Trust - Page 107
Pulling my phone out of my pocket, I shot him a text. Just a heart. He’d know what I meant.
The Epilogue
GRAHAM
The last day of the trial felt like the longest day of my life. Well, the whole trial had taken almost three years. Three bloody years I’d never get back.
Had it been worth it? Sometimes I wondered. Because any outcome would always have been bittersweet.
We lost Cam on a bleak winter’s day as he finally gave up his fight. Turns out no lawsuit in the world could save you when your lungs just simply wouldn’t play ball. The five of us carrying his coffin down the aisle of a cold, empty church, the press outside waiting like hungry hyenas as we stood around staring at a photograph in a frame. A photo of a man that looked nothing like the boy I’d once known. The guy the world would remember as Cork from Blitz, when he’d been nothing but Cam all along. A man called Cam.
Me? I stood there and tried to make sense of the last decade.
I didn’t want to cry, but I had. Held his mother’s hand as she said her goodbyes.
Life was cruel. Cold. Bleak. I still didn’t understand it.
I tried to remember the good times, because there had been so many good times. Highs that now blended into lows. Times when I had laughed more than I’d ever laughed.
Pride.
There had been a lot of that too. Things we’d done. The small things. And of course, the big ones.
You win some. You lose some. But we’d seemingly won them all. Until we hadn’t. Things weren’t supposed to end like this.
Cork, What the fuck, Cork? Those were the only words I could think as I placed my palm on the hard wood of his coffin, wondering if he’d ever known how cool I’d always thought he was. Had he been happy at the end? Or had he felt sad? Had he felt the same anger I did? Because this wasn’t fair. He said he’d made his peace. How many people had lived the life we all had? It didn’t matter now. He’d lived. Hard and fast. At full speed, always.
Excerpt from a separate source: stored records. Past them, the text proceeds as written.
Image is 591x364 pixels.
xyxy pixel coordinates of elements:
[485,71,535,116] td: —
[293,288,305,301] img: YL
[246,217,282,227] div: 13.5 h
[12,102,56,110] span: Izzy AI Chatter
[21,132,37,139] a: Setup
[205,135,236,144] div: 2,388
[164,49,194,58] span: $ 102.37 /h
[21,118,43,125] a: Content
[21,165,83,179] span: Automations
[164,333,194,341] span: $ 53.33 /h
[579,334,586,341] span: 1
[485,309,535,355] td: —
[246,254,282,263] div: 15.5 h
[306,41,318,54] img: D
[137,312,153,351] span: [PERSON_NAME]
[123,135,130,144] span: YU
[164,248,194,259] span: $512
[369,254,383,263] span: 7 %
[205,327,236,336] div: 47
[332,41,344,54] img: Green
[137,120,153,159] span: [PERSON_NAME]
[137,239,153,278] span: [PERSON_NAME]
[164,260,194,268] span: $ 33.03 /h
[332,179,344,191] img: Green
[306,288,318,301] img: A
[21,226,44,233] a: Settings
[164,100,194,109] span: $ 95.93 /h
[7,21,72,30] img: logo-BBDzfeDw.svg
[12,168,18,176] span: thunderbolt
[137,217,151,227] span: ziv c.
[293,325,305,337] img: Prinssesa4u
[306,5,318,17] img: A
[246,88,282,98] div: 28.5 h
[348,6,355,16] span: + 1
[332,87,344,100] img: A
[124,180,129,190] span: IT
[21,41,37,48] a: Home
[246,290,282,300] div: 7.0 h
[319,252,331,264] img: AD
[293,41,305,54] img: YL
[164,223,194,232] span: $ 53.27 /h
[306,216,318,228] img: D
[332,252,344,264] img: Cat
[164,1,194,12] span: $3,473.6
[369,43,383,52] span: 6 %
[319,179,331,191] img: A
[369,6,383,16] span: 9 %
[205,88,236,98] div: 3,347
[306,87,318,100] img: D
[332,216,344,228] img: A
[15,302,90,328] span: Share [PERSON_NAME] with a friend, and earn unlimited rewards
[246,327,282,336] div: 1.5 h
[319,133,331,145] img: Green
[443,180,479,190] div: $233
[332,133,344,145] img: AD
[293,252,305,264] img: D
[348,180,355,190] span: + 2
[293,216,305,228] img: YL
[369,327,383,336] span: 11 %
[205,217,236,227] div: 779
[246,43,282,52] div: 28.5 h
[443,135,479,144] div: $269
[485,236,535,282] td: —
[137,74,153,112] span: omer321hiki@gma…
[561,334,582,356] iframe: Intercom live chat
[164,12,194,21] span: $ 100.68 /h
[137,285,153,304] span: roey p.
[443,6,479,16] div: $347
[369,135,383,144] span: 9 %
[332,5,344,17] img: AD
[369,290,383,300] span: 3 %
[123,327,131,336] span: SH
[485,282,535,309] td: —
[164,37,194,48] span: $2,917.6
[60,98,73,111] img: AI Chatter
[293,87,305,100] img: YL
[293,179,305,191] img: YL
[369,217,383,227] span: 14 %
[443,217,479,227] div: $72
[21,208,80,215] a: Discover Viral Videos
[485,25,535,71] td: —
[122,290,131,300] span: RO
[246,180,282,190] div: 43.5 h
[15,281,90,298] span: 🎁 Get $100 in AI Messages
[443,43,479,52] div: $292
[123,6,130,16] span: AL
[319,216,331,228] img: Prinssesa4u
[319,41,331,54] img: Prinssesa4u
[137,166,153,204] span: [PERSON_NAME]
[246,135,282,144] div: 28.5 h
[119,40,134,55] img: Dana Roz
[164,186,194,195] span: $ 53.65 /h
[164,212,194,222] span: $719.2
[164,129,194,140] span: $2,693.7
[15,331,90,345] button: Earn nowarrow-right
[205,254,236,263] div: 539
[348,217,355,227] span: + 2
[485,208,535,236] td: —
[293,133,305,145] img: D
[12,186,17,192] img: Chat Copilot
No lawsuit could change that. No more platinum-selling albums. No money in the world.
A year later, we were back in another cold room. A packed courtroom, wearing the same fancy suits. My hair was tied back in a tidy ponytail as a judge read out the verdict. The people in the dock were just people. People whose lives had been ripped apart just as ours had been.
I had no more anger. No more tears. Barely any feelings standing there between Josh and Lee. A more grown-up Lee with a beard growing on his chin. We’d never been allowed facial hair, not when we were still a band. We were a different kind of band now. Musa, Josh, Bash, Lee and me.
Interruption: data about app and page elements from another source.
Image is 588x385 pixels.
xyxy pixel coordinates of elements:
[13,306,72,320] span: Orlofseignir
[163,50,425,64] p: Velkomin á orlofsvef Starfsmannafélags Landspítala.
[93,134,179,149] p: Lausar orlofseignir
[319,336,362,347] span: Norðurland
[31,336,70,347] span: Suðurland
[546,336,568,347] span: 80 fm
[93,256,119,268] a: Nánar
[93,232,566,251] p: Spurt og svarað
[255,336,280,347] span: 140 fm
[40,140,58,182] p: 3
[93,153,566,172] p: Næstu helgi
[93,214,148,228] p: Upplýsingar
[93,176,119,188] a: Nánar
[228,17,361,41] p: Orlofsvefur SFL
And still, life rolled on.
Ups and downs. Highs and lows. Learning how to separate The Dieter from who I really was. He didn’t really exist, but I did. We all did.
Had I grown up? I smiled, standing there. I doubted it. In a way, perhaps yes. Life did that to you.
I’d said it, and Reuben had agreed. If we’d learnt anything in our stupid lives, it was that whatever happened today, it wouldn’t change a thing. We’d still go back home. Make dinner. Fall into bed. And in the morning, we’d make a cup of tea and simply move on.
It helped thinking like that. Keeping things small and simple. Not worrying too much.
Which was easier said than done when you were me.
Perhaps standing here smiling wasn’t quite the done thing, but when I looked over at Musa, he was smiling too. He turned to me and mouthed the words I knew he would say.
For Cam.
For Cam, I mouthed back. Because who else would it be for? Would a massive win here change my life? No. Not really. Would it bring grief? I doubted any win or even payout would help Cam’s mum feel any better about anything. It wouldn’t help me feel any better either. It might just bring more fear, more anguish, more things I honestly couldn’t be bothered to understand.
I was just me. A man. A husband. A father. A son. Someone who did a bit of acting, nothing that had won me any life-changing awards, but I had worked pretty steadily. I also wrote songs, and the five of us had somehow found a way back to where we could cooperate. Working together, doing what we did best. Creating greatness. My lyrics were still stupid. Josh’s beats were still weird. Lee’s songs were still too dark. So was his sense of humour, but we’d made our peace. Had it out. I’d let him hurl abuse at me and I’d taken it like a man. Stood there until we were both just laughing. Now we wrote and produced new artists, put songs out for tender. Josh and I flew out to the States a few times a year, wrote songs for some big names. Mostly wrote songs for small ones. Catchy little backwards tunes that made me happy.
I still couldn’t play an instrument, but Lee wrote the best bridges. Musa had written a musical. He still insisted on playing his creations to me, over and over, asking for my advice and opinion. Churning over small words that would never make a difference. Small things that would never be important.
I still cringed hearing our old songs on the radio. Simple tunes with lyrics I would never understand, and I’d written them. God knows what I’d been thinking back then. They still made me smile.
But nothing made me smile more than glancing back to the galleries, where Reuben was stood, wearing the suit that I loved him in. The one that showed off his shoulders. The shade of grey that just brought out his eyes. My Reuben.